The oil and gas industry bankrolled Johnson’s political ambitions. It provided him vacations, business opportunities and even free flights on their corporate plane. The industry didn’t want Olds enforcing the Natural Gas Act of 1938, thereby fettering their ability to price-gouge natural gas customers in large Midwestern and Northeastern cities. Millions of industry dollars were at stake.

To keep their favor, Johnson formed a special committee to review Olds’ nomination, then lulled Olds into complacency about his prospects. All the while, the industry lobbyists secretly compiled a dossier on Olds’ past writings and work as a labor organizer. Summarizing a long, ugly story, Olds was the victim of a strategically choreographed ambush. Committee members red-baited him with aggressive questions, supported by planted news stories painting Olds as a communist. Truman was forced to replace Olds with an industry-compliant successor, who undid years of Olds’ pro-consumer reforms. The oil and gas barons enjoyed a windfall of tens of millions of dollars. I’ll bet they spent less than 1 percent of that amount engineering the ambush itself.

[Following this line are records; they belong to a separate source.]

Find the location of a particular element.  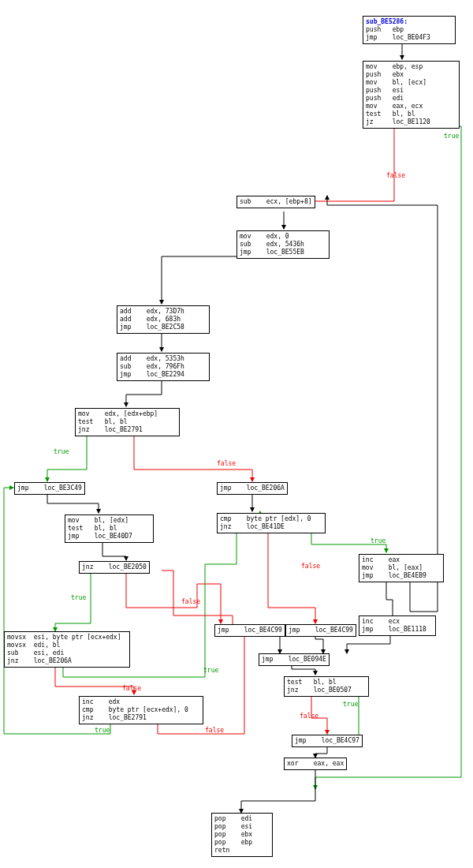

asm: xor eax, eax is located at coordinates (315, 764).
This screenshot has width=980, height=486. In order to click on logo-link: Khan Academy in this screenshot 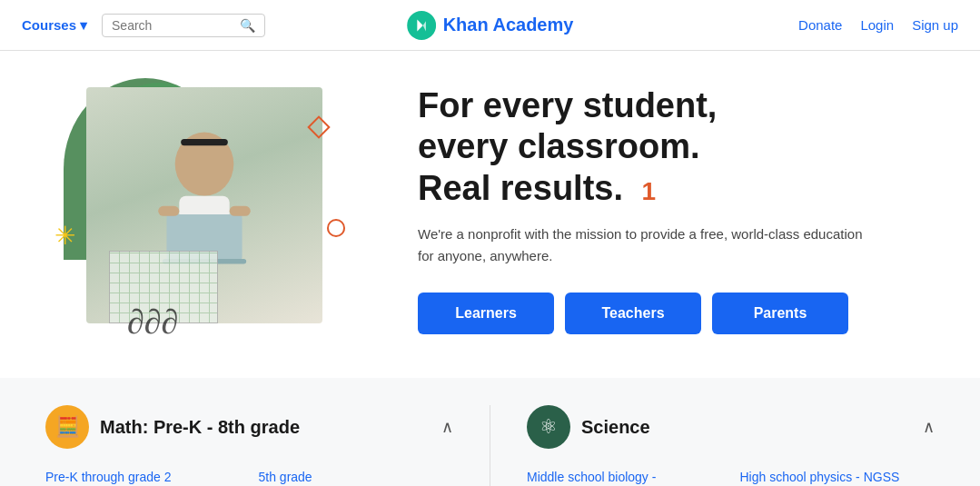, I will do `click(490, 25)`.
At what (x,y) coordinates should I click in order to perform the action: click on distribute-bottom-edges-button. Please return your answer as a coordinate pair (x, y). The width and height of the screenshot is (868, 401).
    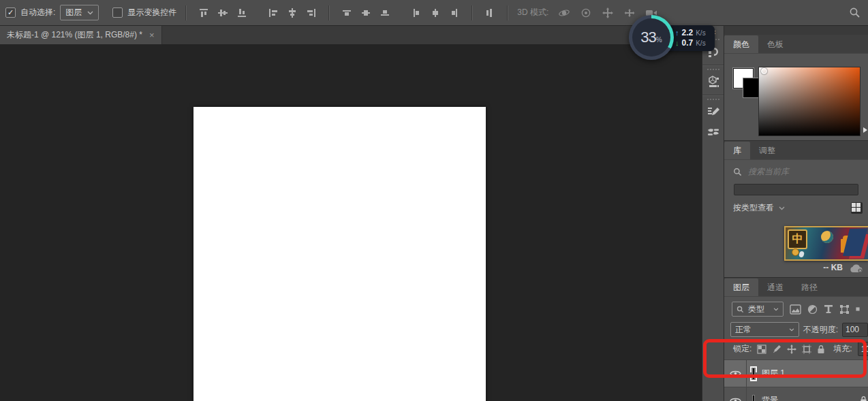
    Looking at the image, I should click on (385, 13).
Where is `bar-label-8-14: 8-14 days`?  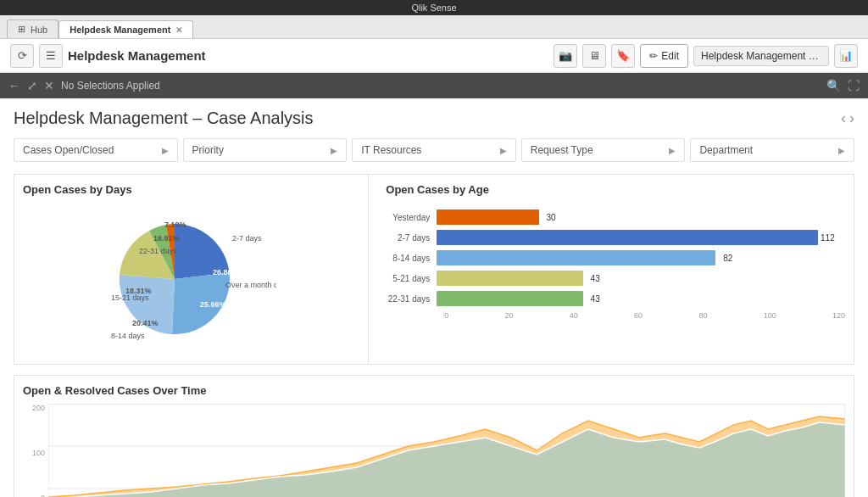
bar-label-8-14: 8-14 days is located at coordinates (411, 258).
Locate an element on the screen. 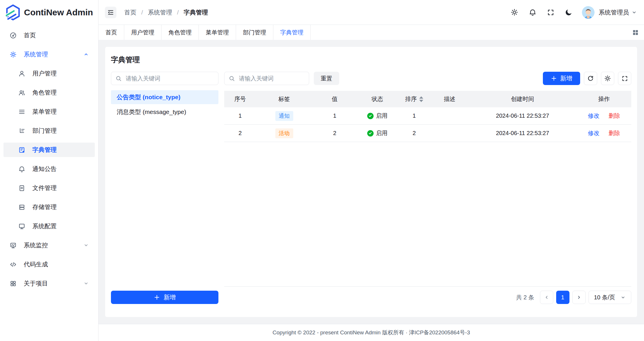 This screenshot has width=644, height=341. avatar is located at coordinates (588, 12).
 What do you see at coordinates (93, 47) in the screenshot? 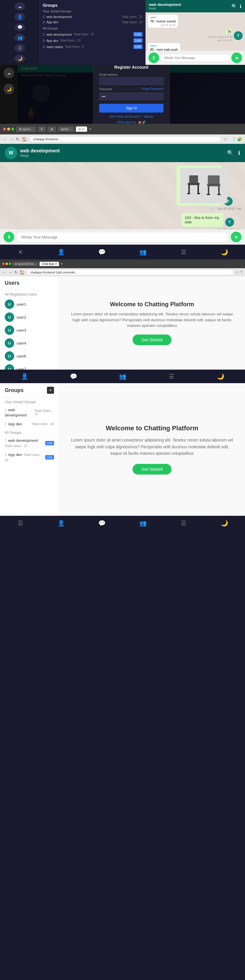
I see `all-group-3: 3 react native Total Users : 5 Link` at bounding box center [93, 47].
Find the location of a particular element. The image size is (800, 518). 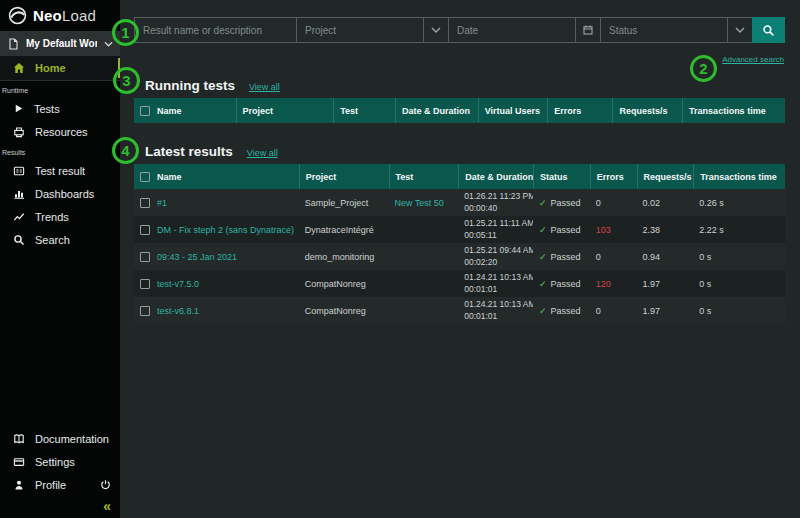

search-button is located at coordinates (768, 30).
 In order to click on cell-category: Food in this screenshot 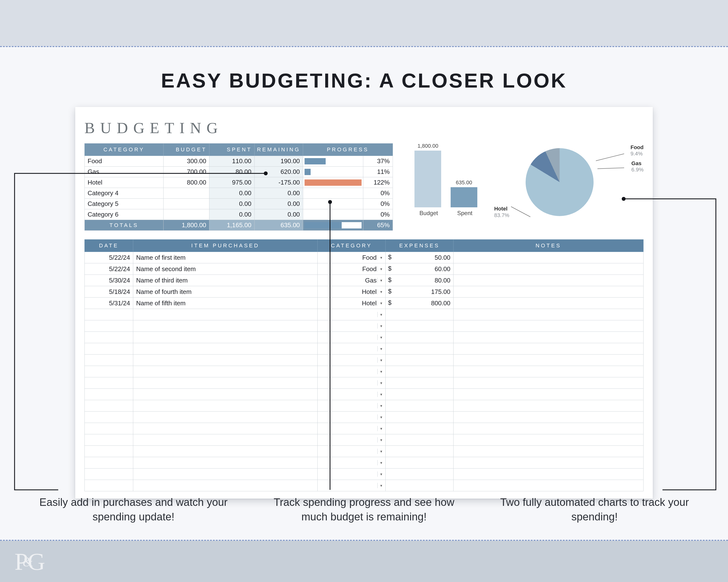, I will do `click(124, 161)`.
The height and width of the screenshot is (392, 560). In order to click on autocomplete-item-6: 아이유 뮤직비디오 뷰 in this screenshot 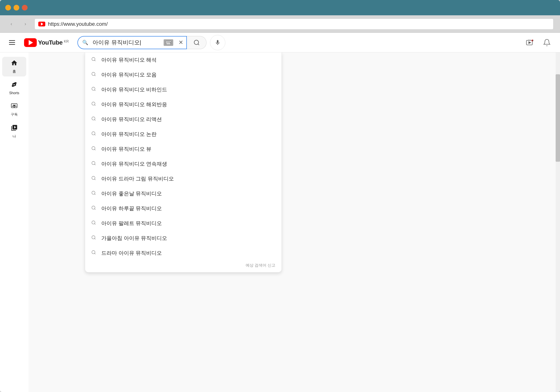, I will do `click(183, 149)`.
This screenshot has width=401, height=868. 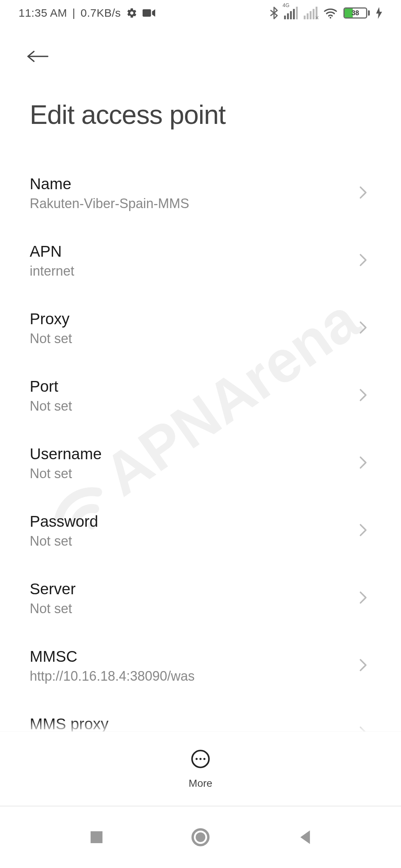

Consider that this all took place 70 years ago! Seven decades is a long time for this polluting incumbent to advance its ability to weaponize government to protect profits. As Steven Mufson of The Washington Post reports, “Republicans threaten Wall Street over climate positions. Read Robert Kaiser’s So Damn Much Money, documenting the rise of modern lobbying, or the The Polluters, the definitive history of chemical industry lobbying (Ross & Amter, 2012). The pattern they present is clear and consistent: As polluting industries mature past 50 years, they embed lobbying and disinformation to manage marketplace threats.

That’s what we face.

Most clean economy companies’ approach to elected officials doesn’t mesh with political reality.

In nearly 20 years of serving clean economy companies, I’ve met tons of smart, inspiring people. But I’ve met fewer than 10 who’ve ever worked professionally in politics — actually getting paid to put politicians into office, working to keep them there, or kicking them out. By contrast, mature industries make investments in recruiting political talent as part of their government affairs (also known as “public affairs”).

Our pronounced lack of experience is a sign of our immaturity in public case making. It’s also produced a collective mindset grounded in wants, not reality. We want politics to be a meritocracy, so we don’t treat it as the full-contact pressure game it’s always been.

In election cycles now costing $14 billion, the ACPA and SEIA political action committees raise and spend $320,000 and $200,000, respectively. For context, the ACPA spending total is a bit over 2 one thousandths of a percent of current election cycle spending.

If the history of lobbying and government tells us anything, it’s that politicians rarely lead, but they almost always respond to perceived political danger. And we provide none of that.

That means we’re political beggars. Is it any wonder that Joe Manchin and dozens of senators and governors treat us accordingly?